Tributes for

Dolby, Ray

Ray Dolby, on September 12, 2013 in San Francisco of acute leukemia, although his recent years were clouded by Alzheimer's disease. He was 80 years old. Ray was an engineer, businessman, inventor of the Dolby noise reduction system, and founder of Dolby Laboratories.

Ray Dolby was born in Portland, Oregon in 1933 and raised on the San Francisco Peninsula. As a high school student, he started working for Ampex Corporation in Redwood City. While at Ampex, he was the chief designer of all electronic aspects of the first Video Tape Recorder, released in 1956.

In 1957, he received his B.S. in electrical engineering from Stanford University. He won a Marshall Scholarship, becoming a graduate student in physics at the Cavendish Laboratory at Cambridge University, where he earned his Ph.D. in 1961 on the subject of long wavelength X-ray microanalysis. He was the first American Fellow at Pembroke College. While in Europe, he enthusiastically embraced its culture and explored the continent on many trips, including climbing the Matterhorn and traveling by motorcycle.

From 1963 to 1965, he held a UNESCO (United Nations Educational Scientific and Cultural Organization) appointment as Technical Advisor to the Indian Government, where he taught the fledgling Indian scientific instruments industry to design better equipment.

Interested since his teenage years in improving audio and music recordings, he began his work on creating a system of reducing noise on magnetic audio tape recordings. In 1965, he returned to England to establish Dolby Laboratories, Inc. in London. His unique method, the Dolby System, was first used in professional audio recording in 1966.

Thanks to his pioneering work, the Dolby System became an integral part of consumer tape recording equipment, and propelled the audio cassette to a high-fidelity medium. In the early 1970s, the Dolby System was introduced to the optical analog audio track of film, where it became an industry standard. Building upon this, the company continued to improve its cinema and home theater technologies with Dolby Stereo and Dolby Surround, among many other products.

The company was held privately until 2005, when it went public on the New York Stock Exchange.

Ray was issued numerous patents for his work. He also published many scientific papers for the Audio Engineering Society and the Society of Motion Picture and Television Engineers.

Among his many honors and awards were the National Medal of Technology from President Clinton in 1997, and the Order of Officer of the British Empire (O.B.E.) from H.M. Queen Elizabeth II in 1987. He was awarded the Oscar from the Academy of Motion Picture Arts and Sciences in 1989, Emmys from the National Academy of Television Arts and Sciences in 1989 and 2005, and a Grammy from the National Academy of Recording Arts and Sciences in 1995. He was inducted into the National Inventors Hall of Fame in the U.S. and the Royal Academy of Engineers in the U.K. in 2004. He also received multiple awards and medals from professional and trade organizations in the audio and film industries, including the Berlinale Kamera Award in 2012 and the George Gund III Award from the San Francisco Film Society in 2013.

In 2012, the official home of the Academy Awards in Hollywood was re-named the Dolby Theatre. A ballroom where the annual Academy Governors Ball is held became the Ray Dolby Ballroom.

Ray was always interested in technical and mechanical endeavors. Motorcycles, cars, boats, buses, and airplanes all held his interest for many years. In 1989, he custom designed a 40-foot bus in order to take his family on trips around the national parks. A ye later, he became a pilot, eventually flying a Cessna Citation CJ2 jet and a turbine helicopter that he liked to land on the lawn of his Lake Tahoe home.

Ray was an avid traveler around the world. When he completed his job in India in 1965, he and Dagmartraveled back to Europe overland in a VW bug. He also prided himself to have landed his plane in almost all 50 states and 30 countries, as well as crossing the Atlantic seventeen times single-handedly.

In the field of philanthropy, Ray and Dagmar supported stem cell research by helping to fund a building at the University of California San Francisco. They also supported the new Brain Health Center at California Pacific Medical Center. Ray was a longstanding member of the board of the San Francisco Opera and the San Francisco Symphony.

He was also a member of the Pacific Union Club and St. Francis Yacht Club.

He is survived by Dagmar, his wife of 47 years, his sons, Tom and David, their spouses, Andrew and Natasha, his four grandchildren, and one brother, Dale.

Donations may be made in Ray Dolby's memory to the Alzheimer's Association , 1060 La Avenida Street, Mountain View, CA 94043 or to the Brain Health Center, c/o CPMC Foundation, 45 Castro Street, San Francisco, CA 94117.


**REQUIRED ACTION**
Copy the entries exactly, leaving out nothing.

**ENTRIES SUPPLIED**
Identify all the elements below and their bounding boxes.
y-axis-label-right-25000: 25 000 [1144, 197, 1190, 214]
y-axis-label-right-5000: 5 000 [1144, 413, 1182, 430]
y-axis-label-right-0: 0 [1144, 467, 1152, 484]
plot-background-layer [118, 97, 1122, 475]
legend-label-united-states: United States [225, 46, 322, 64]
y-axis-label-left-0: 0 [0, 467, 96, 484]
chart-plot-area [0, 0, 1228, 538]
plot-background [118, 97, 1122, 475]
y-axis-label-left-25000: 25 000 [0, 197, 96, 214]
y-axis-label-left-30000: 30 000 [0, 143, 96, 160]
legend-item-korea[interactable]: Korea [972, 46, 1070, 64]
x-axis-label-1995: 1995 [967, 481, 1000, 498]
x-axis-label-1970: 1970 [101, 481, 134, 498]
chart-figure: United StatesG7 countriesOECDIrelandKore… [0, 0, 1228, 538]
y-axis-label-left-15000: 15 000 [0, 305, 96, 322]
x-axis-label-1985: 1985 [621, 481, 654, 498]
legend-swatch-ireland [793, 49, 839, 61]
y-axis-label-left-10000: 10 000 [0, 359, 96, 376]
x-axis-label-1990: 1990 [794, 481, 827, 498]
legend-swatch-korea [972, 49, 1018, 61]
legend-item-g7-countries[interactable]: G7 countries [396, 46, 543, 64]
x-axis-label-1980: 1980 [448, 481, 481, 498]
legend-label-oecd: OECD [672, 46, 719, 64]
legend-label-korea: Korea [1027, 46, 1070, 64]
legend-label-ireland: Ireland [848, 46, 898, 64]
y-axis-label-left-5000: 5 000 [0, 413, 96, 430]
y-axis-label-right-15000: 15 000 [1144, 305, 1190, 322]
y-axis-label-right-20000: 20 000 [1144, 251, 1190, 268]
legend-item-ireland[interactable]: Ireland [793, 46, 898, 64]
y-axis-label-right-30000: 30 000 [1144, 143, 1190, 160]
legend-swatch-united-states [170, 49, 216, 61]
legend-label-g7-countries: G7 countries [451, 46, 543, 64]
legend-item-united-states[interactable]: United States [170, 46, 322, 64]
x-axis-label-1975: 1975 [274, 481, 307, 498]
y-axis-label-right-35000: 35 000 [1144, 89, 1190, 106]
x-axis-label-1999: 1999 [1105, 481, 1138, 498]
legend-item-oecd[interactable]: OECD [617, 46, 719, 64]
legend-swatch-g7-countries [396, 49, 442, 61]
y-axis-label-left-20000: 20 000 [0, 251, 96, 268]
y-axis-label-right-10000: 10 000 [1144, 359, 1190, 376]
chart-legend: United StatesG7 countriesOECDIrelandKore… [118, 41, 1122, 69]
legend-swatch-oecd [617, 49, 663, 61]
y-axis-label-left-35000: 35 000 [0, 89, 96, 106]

**COMPLETED TASK**
Identify all the elements below and their bounding boxes.
y-axis-label-right-25000: 25 000 [1144, 197, 1190, 214]
y-axis-label-right-5000: 5 000 [1144, 413, 1182, 430]
y-axis-label-right-0: 0 [1144, 467, 1152, 484]
plot-background-layer [118, 97, 1122, 475]
legend-label-united-states: United States [225, 46, 322, 64]
y-axis-label-left-0: 0 [0, 467, 96, 484]
chart-plot-area [0, 0, 1228, 538]
plot-background [118, 97, 1122, 475]
y-axis-label-left-25000: 25 000 [0, 197, 96, 214]
y-axis-label-left-30000: 30 000 [0, 143, 96, 160]
legend-item-korea[interactable]: Korea [972, 46, 1070, 64]
x-axis-label-1995: 1995 [967, 481, 1000, 498]
x-axis-label-1970: 1970 [101, 481, 134, 498]
chart-figure: United StatesG7 countriesOECDIrelandKore… [0, 0, 1228, 538]
y-axis-label-left-15000: 15 000 [0, 305, 96, 322]
x-axis-label-1985: 1985 [621, 481, 654, 498]
legend-swatch-ireland [793, 49, 839, 61]
y-axis-label-left-10000: 10 000 [0, 359, 96, 376]
x-axis-label-1990: 1990 [794, 481, 827, 498]
legend-swatch-korea [972, 49, 1018, 61]
legend-item-g7-countries[interactable]: G7 countries [396, 46, 543, 64]
x-axis-label-1980: 1980 [448, 481, 481, 498]
legend-label-oecd: OECD [672, 46, 719, 64]
legend-label-korea: Korea [1027, 46, 1070, 64]
legend-label-ireland: Ireland [848, 46, 898, 64]
y-axis-label-left-5000: 5 000 [0, 413, 96, 430]
y-axis-label-right-15000: 15 000 [1144, 305, 1190, 322]
y-axis-label-right-20000: 20 000 [1144, 251, 1190, 268]
legend-item-ireland[interactable]: Ireland [793, 46, 898, 64]
y-axis-label-right-30000: 30 000 [1144, 143, 1190, 160]
legend-swatch-united-states [170, 49, 216, 61]
legend-label-g7-countries: G7 countries [451, 46, 543, 64]
legend-item-united-states[interactable]: United States [170, 46, 322, 64]
x-axis-label-1975: 1975 [274, 481, 307, 498]
y-axis-label-right-35000: 35 000 [1144, 89, 1190, 106]
x-axis-label-1999: 1999 [1105, 481, 1138, 498]
legend-item-oecd[interactable]: OECD [617, 46, 719, 64]
legend-swatch-g7-countries [396, 49, 442, 61]
y-axis-label-left-20000: 20 000 [0, 251, 96, 268]
y-axis-label-right-10000: 10 000 [1144, 359, 1190, 376]
chart-legend: United StatesG7 countriesOECDIrelandKore… [118, 41, 1122, 69]
legend-swatch-oecd [617, 49, 663, 61]
y-axis-label-left-35000: 35 000 [0, 89, 96, 106]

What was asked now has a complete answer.